The findings come from Veeam Software’s Data Trust and Resilience Report 2026, based on interviews with more than 900 senior IT, security, and risk leaders worldwide. While 90 percent of organizations said they were confident in their ability to recover from a cyber incident within their recovery time targets, fewer than one in three ransomware victims fully recovered their data. On average, organizations retrieved just 72 percent of data affected by a ransomware attack.

The consequences of that shortfall are being felt across balance sheets and boardrooms. Among organizations that experienced a cyber incident, 42 percent reported disruption to customers, 41 percent reported financial losses or revenue impact, and 38 percent experienced extended outages of critical systems.

“Confidence in recovery from a ransomware attack is high, but the data tells a different story — and AI is only widening that gap,” said Anand Eswaran, Veeam’s chief executive. “Even the most sophisticated organizations are discovering that confidence in recovery and proof of recovery are fundamentally different capabilities.”

Also Read: By the Time Your Credentials Appear in a Dump, You’re Already Behind

The report arrives as AI is rapidly complicating the data security picture. Forty-three percent of respondents said AI adoption is outpacing their organization’s ability to secure data and models, while 42 percent reported limited visibility into the AI tools and models being used across their organization. Four in ten said security policies have not yet been updated to account for AI-specific risks — and a quarter flagged shadow IT and unauthorized AI tool use as a primary concern.

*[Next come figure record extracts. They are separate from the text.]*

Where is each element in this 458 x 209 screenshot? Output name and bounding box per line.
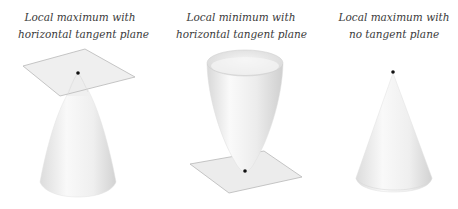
surface-figure bbox=[0, 0, 458, 209]
critical-point-min bbox=[243, 169, 247, 173]
local-min-surface bbox=[207, 50, 283, 172]
critical-point-max bbox=[76, 71, 80, 75]
cone-surface bbox=[356, 73, 432, 192]
critical-point-cone-apex bbox=[391, 70, 395, 74]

The infrastructure for deploying AI, Eswaran warned, has rapidly outpaced organizations’ ability to secure it.

The report does identify a path forward. Organizations that fared better in ransomware recovery shared four common traits: clear visibility into enterprise data and AI risk; enforceable security controls rather than policy documents alone; regular, realistic recovery testing; and executive-level alignment on what “recovered” actually means. Organizations that invested in tools such as data loss prevention reported meaningfully better outcomes than those that relied on policy commitments without technical enforcement.

Budget also proved to be a reliable predictor of resilience. Organizations that increased cybersecurity spending year over year were significantly more likely to achieve full data recovery following a ransomware attack — 40 percent, compared with just 16 percent among those that did not increase budgets. Nearly half of all respondents reported year-over-year budget increases, a signal that awareness of the risk is growing even if execution remains uneven.

Also Read: What Is a Zero-Day Exploit — and Why Should You Care?

Regulatory pressure is emerging as an additional driver. A third of respondents cited regulatory shifts as a top emerging threat, a figure that nearly matches the share citing cyberattacks outright.

Veeam, which recently acquired data security firm Securiti AI, positioned the report as a call to action for business leaders to move beyond assumptions about resilience. “The organizations that will lead tomorrow,” Eswaran said, “are those proving trust, not just believing in it.”